Eye contactMove your gaze across different sections of the room every few seconds. Hold eye contact for one full sentence before moving. Avoid staring at notes or the floor.
VoiceSpeak slower than feels natural, nerves speed you up. Project from the diaphragm rather than the throat. Use deliberate pauses between key points for emphasis and breath.
HandsUse open, natural gestures that match your words. Avoid gripping notes too tightly, crossing arms, or putting hands in pockets. Movement should feel purposeful, not fidgety.

A graduated practice ladder: build from low stakes to high

1. Speak aloud alone

Practice your content out loud in private; your room, the bathroom, a quiet corner. Get used to hearing your own voice speaking the material.

2. Record yourself

Film a 2-minute speech on your phone. Watch it back once for posture and pace. Most speakers are far better than they believe — seeing this is powerful.

3. Speak to one trusted person

Deliver your presentation to a roommate, friend, or sibling. Ask for one piece of feedback: “What was the clearest part? What was the least clear?”

4. Contribute in a small group

Answer a question or volunteer a point in a small group discussion. The scale is manageable and the audience is already familiar.

5. Answer in a full class

Raise your hand to respond to one question in a full class session. You do not need to be certain of the answer, you need to practice the act of speaking publicly.

6. Present to a full audience

Volunteer for a group presentation, a seminar slot, a debate, or a campus speaking event. By this stage, the lower rungs have prepared you far more than you realize.

Turning panic moments into composed ones

The panic momentThe composed response
Your mind goes completely blank mid-sentence.Pause. Breathe. Say: “Let me take a moment to gather my thoughts.” The audience sees composure, not failure.
You stumble over a word and feel your face go red.Simply continue. Everyone stumbles. The audience forgets it in seconds, but they remember how you recovered.
Someone asks a question you cannot answer.“That is a great question, I want to give you a proper answer. Let me come back to that.” Honesty reads as confidence.
You speak so fast that you finish 5 minutes too early.Slow down from the next point and invite a question: “Before I continue, does anyone have a question so far?” Pace is recoverable.

From a campus in Lagos

A 200-level student at the University of Lagos had avoided every optional presentation opportunity for two full years. She was intelligent, well-prepared in writing, and consistently strong in examinations, but the idea of speaking in front of her classmates produced a level of dread she described as “physical.” When a compulsory group presentation was announced in her third year, she could not avoid it.

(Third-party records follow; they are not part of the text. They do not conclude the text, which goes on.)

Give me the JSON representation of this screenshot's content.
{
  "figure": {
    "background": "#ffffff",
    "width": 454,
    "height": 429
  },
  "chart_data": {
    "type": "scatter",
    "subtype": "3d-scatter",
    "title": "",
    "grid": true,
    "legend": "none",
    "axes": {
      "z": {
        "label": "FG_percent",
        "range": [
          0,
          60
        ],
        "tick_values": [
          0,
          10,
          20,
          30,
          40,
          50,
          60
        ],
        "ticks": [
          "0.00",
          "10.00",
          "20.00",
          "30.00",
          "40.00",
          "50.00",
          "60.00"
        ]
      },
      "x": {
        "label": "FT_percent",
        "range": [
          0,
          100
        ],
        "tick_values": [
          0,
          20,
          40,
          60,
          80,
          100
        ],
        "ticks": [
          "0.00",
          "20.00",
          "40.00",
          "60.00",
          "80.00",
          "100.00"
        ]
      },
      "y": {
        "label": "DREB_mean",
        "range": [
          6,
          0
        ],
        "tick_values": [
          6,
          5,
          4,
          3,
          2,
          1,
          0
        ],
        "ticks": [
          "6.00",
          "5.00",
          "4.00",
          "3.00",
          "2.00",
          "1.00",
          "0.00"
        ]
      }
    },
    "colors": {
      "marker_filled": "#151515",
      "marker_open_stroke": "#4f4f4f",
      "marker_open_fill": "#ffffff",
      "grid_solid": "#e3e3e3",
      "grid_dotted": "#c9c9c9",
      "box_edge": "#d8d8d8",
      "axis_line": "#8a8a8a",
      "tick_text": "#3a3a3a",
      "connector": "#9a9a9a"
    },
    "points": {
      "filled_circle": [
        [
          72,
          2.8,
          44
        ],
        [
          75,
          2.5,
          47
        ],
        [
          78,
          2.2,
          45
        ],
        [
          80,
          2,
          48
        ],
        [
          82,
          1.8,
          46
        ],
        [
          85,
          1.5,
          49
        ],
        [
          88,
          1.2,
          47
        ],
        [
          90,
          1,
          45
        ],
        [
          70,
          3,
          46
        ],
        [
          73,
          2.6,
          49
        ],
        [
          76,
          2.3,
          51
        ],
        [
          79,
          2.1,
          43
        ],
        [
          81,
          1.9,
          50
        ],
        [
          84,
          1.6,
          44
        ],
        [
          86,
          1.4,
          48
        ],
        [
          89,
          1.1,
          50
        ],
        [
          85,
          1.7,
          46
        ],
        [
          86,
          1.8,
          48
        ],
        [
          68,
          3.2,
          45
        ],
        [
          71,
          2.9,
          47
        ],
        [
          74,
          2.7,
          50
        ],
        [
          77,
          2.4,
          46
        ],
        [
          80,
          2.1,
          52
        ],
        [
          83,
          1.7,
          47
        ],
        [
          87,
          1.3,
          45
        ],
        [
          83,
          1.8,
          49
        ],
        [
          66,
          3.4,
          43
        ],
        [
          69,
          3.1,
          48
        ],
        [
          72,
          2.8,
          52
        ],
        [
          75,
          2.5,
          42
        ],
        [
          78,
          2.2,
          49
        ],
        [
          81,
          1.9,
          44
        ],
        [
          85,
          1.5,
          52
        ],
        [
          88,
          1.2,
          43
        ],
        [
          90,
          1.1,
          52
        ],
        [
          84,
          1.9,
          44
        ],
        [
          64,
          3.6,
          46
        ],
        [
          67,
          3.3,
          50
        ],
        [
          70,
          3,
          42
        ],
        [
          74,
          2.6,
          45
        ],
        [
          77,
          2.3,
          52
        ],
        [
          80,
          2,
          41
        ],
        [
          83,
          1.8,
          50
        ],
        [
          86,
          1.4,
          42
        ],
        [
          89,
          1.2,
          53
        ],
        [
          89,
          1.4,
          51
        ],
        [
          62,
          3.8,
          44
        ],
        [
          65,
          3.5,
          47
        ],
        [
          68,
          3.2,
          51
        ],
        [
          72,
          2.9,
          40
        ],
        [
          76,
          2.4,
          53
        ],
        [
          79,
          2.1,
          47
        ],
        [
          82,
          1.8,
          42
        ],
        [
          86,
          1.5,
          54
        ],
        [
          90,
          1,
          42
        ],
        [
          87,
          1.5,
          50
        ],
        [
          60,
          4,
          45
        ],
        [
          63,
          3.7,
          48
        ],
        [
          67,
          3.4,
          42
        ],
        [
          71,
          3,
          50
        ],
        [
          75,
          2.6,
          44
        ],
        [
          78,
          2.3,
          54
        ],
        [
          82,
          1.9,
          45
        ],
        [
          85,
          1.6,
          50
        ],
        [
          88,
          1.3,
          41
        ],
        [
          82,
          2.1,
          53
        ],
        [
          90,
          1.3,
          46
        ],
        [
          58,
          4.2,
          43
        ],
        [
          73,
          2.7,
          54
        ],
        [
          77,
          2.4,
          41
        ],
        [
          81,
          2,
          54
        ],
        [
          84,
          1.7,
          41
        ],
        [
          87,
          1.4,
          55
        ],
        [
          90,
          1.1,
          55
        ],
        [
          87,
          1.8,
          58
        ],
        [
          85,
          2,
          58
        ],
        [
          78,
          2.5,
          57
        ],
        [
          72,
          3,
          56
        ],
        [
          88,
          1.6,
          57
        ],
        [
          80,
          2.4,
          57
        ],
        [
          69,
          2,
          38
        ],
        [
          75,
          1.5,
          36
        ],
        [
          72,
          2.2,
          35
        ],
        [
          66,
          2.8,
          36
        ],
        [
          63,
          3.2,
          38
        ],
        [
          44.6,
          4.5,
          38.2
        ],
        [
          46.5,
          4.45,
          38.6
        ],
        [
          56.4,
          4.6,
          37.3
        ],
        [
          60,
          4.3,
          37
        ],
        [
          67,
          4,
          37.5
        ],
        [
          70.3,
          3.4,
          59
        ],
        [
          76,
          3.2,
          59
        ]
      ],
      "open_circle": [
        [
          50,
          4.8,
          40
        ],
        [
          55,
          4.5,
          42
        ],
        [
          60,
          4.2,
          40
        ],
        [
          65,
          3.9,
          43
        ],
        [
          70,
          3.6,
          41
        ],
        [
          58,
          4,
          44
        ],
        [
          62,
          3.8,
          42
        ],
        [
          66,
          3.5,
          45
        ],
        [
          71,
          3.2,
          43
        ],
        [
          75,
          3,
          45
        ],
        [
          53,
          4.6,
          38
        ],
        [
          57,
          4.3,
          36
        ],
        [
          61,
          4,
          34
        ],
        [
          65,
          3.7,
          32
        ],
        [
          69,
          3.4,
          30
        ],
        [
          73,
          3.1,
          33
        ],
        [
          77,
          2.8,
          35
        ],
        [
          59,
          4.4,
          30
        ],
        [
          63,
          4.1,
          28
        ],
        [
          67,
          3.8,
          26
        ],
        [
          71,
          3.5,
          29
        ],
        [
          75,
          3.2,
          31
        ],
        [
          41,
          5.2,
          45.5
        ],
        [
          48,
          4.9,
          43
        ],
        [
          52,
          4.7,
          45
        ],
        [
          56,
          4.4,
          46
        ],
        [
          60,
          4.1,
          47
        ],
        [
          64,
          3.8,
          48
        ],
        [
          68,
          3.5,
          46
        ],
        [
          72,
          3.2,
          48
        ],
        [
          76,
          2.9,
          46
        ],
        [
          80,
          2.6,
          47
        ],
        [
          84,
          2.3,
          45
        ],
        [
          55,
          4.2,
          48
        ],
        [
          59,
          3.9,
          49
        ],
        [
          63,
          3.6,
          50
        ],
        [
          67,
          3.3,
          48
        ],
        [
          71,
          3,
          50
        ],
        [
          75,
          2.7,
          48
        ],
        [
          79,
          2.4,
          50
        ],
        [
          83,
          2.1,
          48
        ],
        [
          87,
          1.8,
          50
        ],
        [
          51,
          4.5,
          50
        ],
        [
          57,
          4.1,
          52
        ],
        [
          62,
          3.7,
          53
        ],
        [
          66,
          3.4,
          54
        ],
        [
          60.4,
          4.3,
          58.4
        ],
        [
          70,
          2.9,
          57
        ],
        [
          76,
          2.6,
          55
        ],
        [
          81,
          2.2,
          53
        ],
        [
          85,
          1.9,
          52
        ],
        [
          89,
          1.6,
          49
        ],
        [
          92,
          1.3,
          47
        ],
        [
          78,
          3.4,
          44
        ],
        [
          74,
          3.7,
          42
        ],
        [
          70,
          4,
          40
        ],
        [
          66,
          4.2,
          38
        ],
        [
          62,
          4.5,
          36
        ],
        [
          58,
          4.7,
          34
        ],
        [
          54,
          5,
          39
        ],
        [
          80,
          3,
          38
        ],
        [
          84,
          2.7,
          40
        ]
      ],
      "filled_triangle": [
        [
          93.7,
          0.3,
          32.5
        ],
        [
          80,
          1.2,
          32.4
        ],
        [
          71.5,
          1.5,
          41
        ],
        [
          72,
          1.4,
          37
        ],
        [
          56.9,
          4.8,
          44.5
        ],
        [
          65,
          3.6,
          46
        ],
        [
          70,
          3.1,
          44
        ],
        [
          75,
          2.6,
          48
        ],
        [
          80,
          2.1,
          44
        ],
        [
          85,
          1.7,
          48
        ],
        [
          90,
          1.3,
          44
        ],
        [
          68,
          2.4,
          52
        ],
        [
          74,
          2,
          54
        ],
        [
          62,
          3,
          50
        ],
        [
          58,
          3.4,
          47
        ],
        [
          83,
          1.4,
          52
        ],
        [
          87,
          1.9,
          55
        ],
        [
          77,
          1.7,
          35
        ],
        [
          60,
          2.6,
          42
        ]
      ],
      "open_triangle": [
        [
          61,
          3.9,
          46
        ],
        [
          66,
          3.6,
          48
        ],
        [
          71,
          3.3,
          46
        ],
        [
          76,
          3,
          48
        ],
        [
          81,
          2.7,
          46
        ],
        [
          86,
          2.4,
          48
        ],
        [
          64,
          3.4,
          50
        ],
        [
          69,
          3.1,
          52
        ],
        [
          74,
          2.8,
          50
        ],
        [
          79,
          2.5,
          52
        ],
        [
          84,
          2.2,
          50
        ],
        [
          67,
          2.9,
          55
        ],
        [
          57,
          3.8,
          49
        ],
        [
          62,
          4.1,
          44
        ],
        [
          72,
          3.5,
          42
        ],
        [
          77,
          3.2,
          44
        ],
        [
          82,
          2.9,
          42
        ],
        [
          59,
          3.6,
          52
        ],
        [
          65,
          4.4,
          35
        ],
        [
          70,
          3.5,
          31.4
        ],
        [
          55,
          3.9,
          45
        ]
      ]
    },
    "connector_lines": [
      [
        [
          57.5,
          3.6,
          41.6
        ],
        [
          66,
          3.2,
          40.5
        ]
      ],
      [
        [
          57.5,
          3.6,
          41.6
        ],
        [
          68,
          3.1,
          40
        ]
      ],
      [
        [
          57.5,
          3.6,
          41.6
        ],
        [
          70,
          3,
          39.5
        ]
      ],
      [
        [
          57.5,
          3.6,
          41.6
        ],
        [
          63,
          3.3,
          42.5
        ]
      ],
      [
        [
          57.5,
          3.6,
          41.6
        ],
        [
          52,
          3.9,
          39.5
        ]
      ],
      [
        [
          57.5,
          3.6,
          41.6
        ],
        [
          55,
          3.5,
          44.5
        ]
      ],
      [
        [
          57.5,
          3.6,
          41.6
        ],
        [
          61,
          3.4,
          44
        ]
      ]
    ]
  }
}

Rather than simply rehearsing her content, her group’s leader suggested they practice together every evening for a week in their hall of residence. Each person presented to the others and received specific, kind feedback. By the fifth practice session, she noticed that the dread had been replaced by something different, not confidence exactly, but familiarity. She knew the material. She knew the words. She had heard her own voice say them many times.

On the day, she was still nervous. Her voice trembled slightly at the start. But she did not stop and within sixty seconds, the familiar words took over. She finished to genuine applause. Afterwards, a classmate told her: “You seemed so confident up there.” She did not correct them. Because in that moment, with preparation and practice behind her, she had been.

Your action step this week

Find one low-stakes speaking opportunity this week and take it. Answer a question in class that you would normally stay silent for. Volunteer to read aloud. Say your point in a small group before you have fully finished thinking it through. The size of the opportunity does not matter, what matters is that you do not let the fear make the decision. Every time you speak when you would rather stay quiet, you are making the fear slightly smaller and your confidence slightly larger. Public speaking confidence is not built in auditoriums. It is built in small rooms, one brave sentence at a time.